Proust is an impressive review of Proust’s masterpiece and it’s a tribute to Beckett’s intelligence as much as an ode to Proust. It’s an excellent companion book for any reader of La Recherche, as we have nicknamed In Search of Lost Time in French.
Proust reads and Beckett reads Proust. I missed the actual day of the centenary of Proust’s death but still decided to bake madeleines to celebrate this anniversary.
Happy Days by Samuel Beckett
Happy Days by Samuel Beckett. French title: Oh! Les beaux jours!
Obviously, plays are made to be watched in a theatre. Some can be read but I’ve always thought that the Theatre of the Absurd should be watched. It makes more sense, in a way, with the images. This is why I don’t read Beckett’s plays, I’d rather watch them if I have the chance. So far I’ve seen Endgame and a theatre version of Le Dépeupleur (The Lost Ones). I’m waiting for Godot to come to my city.
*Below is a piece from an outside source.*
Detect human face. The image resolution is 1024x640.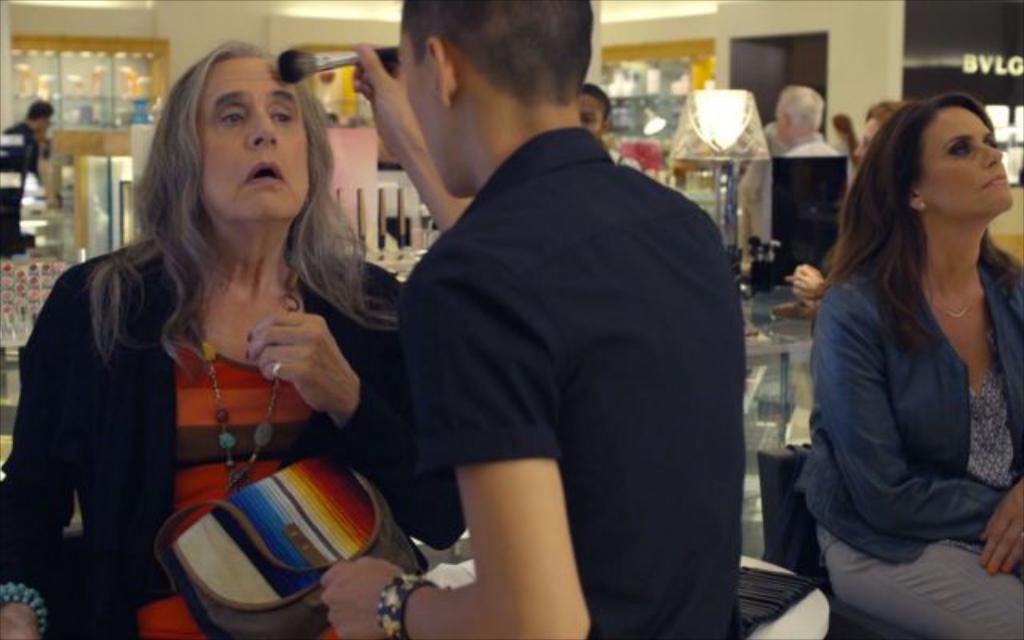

So here I was a couple of nights ago, attending Happy Days, very excited to watch Catherine Frot playing Beckett.
In Happy Days, Winnie is trapped up to the waist in a hole in the earth. She can’t move, can’t get out. Her husband Willy lives in a burrow near her. The whole play consists in watching Winnie live her curious life. She wakes up, full of rituals. The spectator feels that she cuts her day into small moments to pass the time, clinging to rituals to keep her sanity. She rejoices in slight happy moments, tries to grasp happiness from any positive event. On a purely rational level, it’s absurd. I watched it on a double channel. On one channel, I was just enjoying the ride, having fun at the comic stemming of the Absurd. On the other channel, I was analyzing, comparing the situation to life in general. There are many serious themes in this play.
Winnie works to find the motivation to keep on living. She tries to remain upbeat, shouts at Willy, claiming his attention. He barely acknowledges her presence, sometimes granting her questions with a grunt but most of the time remaining silent. He never actually talks to her. And she talks, talks, talks. She does it to cheer herself up, to fight despair and loneliness. It raises the inevitable question: how do you go on living when you’re trapped into an uncomfortable situation? In a domineering family, in a loveless marriage, in a mind-numbing job, in poverty? In a life you haven’t chosen? And when you’re ill and there is no cure?
Again, as before in The Tartar Steppe, I thought about Gary’s quest on hope and human strength. What makes us keep on living and fighting for it when it is hopeless or useless? What keeps us standing no matter what? Where do we find the capacity to adapt to terrible situations? The fort in Dino Buzzati’s novel, this hole in that Beckett play, concentration camps in Gary’s quest. Gary sees Hope as the big dope that keeps us standing despite the storm.
Winnie also tries to retain her humanity. She needs to know that Willy is hearing her, not necessarily listening, but at least that he’s within earshot. She couldn’t bear to be alone and have no one to acknowledge her as a human. We need to interact with other people to feel human. Like trumps, she tries to remain clean and part of her ritual is to apply make-up and do her hair. Abandoning that is starting to lose the battle against despair and dehumanisation.
Catherine Frot was Winnie. She looked like a siren ensconced in a huge oyster shell planted in the middle of a desert. Her body is locked in her hole and it restrains her movements. Her mind is still the same but she doesn’t have the same velocity, her body’s possibilities reduced by her condition. Old age, that’s what I thought, the body as a fortress for the mind, as Proust describes it is Le Temps Retrouvé. Your mind remains young and your body fails you.
The décor was fantastic, with great lights. As expected, Catherine Frot was excellent. Her face is really mobile; she can show many emotions with a frown, a lifted eyebrow, a pout. Her diction is perfect, no need to shout to be heard in the distance. I’m happy I had the opportunity to see her in that role and to have her as a middleman to approach Beckett’s work.